City Ballet School, whose graduates have gone on to dance with San Francisco Ballet, the Joffrey Ballet, Semper-Oper Ballett (Dresden, Germany), and Ballet San Jose, have their Fall Classic coming up later this month. This is a 75-minute showcase of dancers between 8 and 18, doing excerpts from Swan Lake and beginning with a “class concert,” musical portrayals of ballet class — as it was explained to us — etudes, riffs on interludes, and “romance” in dance class. You might also think of these as memoirs of Galina Alexandrova, the school’s artistic director. She was herself with the Bolshoi for many years. Her mother was studied with the great actor and theorist, Konstantin Stanislavski.
Tuition at City Ballet ascends from $1200 a year to $6600 a year. Auditions are serious business. “We don’t take all kids,” says the school’s administrator, Ken Patsel, euphemistically. “We’re looking for physicality, musicality, and a general understanding of what’s required to study ballet. I would say about 50 percent get in.” Last year the school accepted 15 new students; 20 didn’t make it. Some of those that didn’t make it were let go by San Francisco Ballet.
“Our task is to determine what it would take to make a dancer work in our system,” adds Patsel, the husband of Alexandrova. “The question is, does she see them as a professional? Are they capable of reaching that level? That’s the real question and, of course, as these children get older the answer gets more subjective. We tell kids at the top levels that if you cannot keep up with the curriculum we may steer you off to more contemporary forms of dance. But the point is that ballet is the epicenter. If you have strong technique you can go anywhere, to contemporary or jazz or modern; it all comes back to good technique.”

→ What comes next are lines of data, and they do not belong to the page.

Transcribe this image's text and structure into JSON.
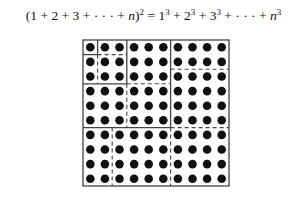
{
  "formula": {
    "lhs_open": "(1 + 2 + 3 + · · · + ",
    "lhs_var": "n",
    "lhs_close": ")",
    "lhs_exp": "2",
    "eq": " = ",
    "terms": [
      {
        "base": "1",
        "exp": "3",
        "sep": " + "
      },
      {
        "base": "2",
        "exp": "3",
        "sep": " + "
      },
      {
        "base": "3",
        "exp": "3",
        "sep": " + · · · + "
      }
    ],
    "last_base": "n",
    "last_exp": "3"
  },
  "grid": {
    "n": 4,
    "size": 10,
    "left": 83,
    "top": 40,
    "cell": 14.6,
    "dot_radius": 4.3,
    "dot_color": "#111111",
    "line_color": "#444444",
    "solid_lines": [
      [
        0,
        1,
        1,
        1
      ],
      [
        1,
        0,
        1,
        1
      ],
      [
        0,
        3,
        3,
        3
      ],
      [
        3,
        0,
        3,
        3
      ],
      [
        0,
        6,
        6,
        6
      ],
      [
        6,
        0,
        6,
        6
      ]
    ],
    "dashed_lines": [
      [
        1,
        1,
        3,
        1
      ],
      [
        1,
        1,
        1,
        3
      ],
      [
        3,
        3,
        6,
        3
      ],
      [
        3,
        3,
        3,
        6
      ],
      [
        6,
        2,
        10,
        2
      ],
      [
        2,
        6,
        2,
        10
      ],
      [
        6,
        6,
        10,
        6
      ],
      [
        6,
        6,
        6,
        10
      ]
    ]
  }
}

One student that the school is especially proud of is J.P. Viernes, a dancer from Half Moon Bay who had tried out for a Broadway show, was told he needed stronger ballet technique, came to City Ballet for more training and is now on the national tour of Billy Elliot The Musical playing Billy Elliot.
City Ballet also takes children as young as six, and entry is not nearly so restrictive. “We don’t put kids that age at the bar,” Patsel told us. “We do like in Moscow: a lot of rhythmic gymnastic training, strengthening. And then at 9 they might work at the bar. At these early ages, we’re looking for physicality and focus, and for those that can do the exercises. We had a young girl who tried out and was a little overweight, but her mother is a former dancer and we had the sense that this little girl’s body was going to change, and she could move. So we felt she was a keeper.”
For a look at City Ballet dancers, go to YouTube to see the selections.
City Ballet School Fall Classic, Oct. 20, 2 p.m. and 7 p.m., Cowell Theater.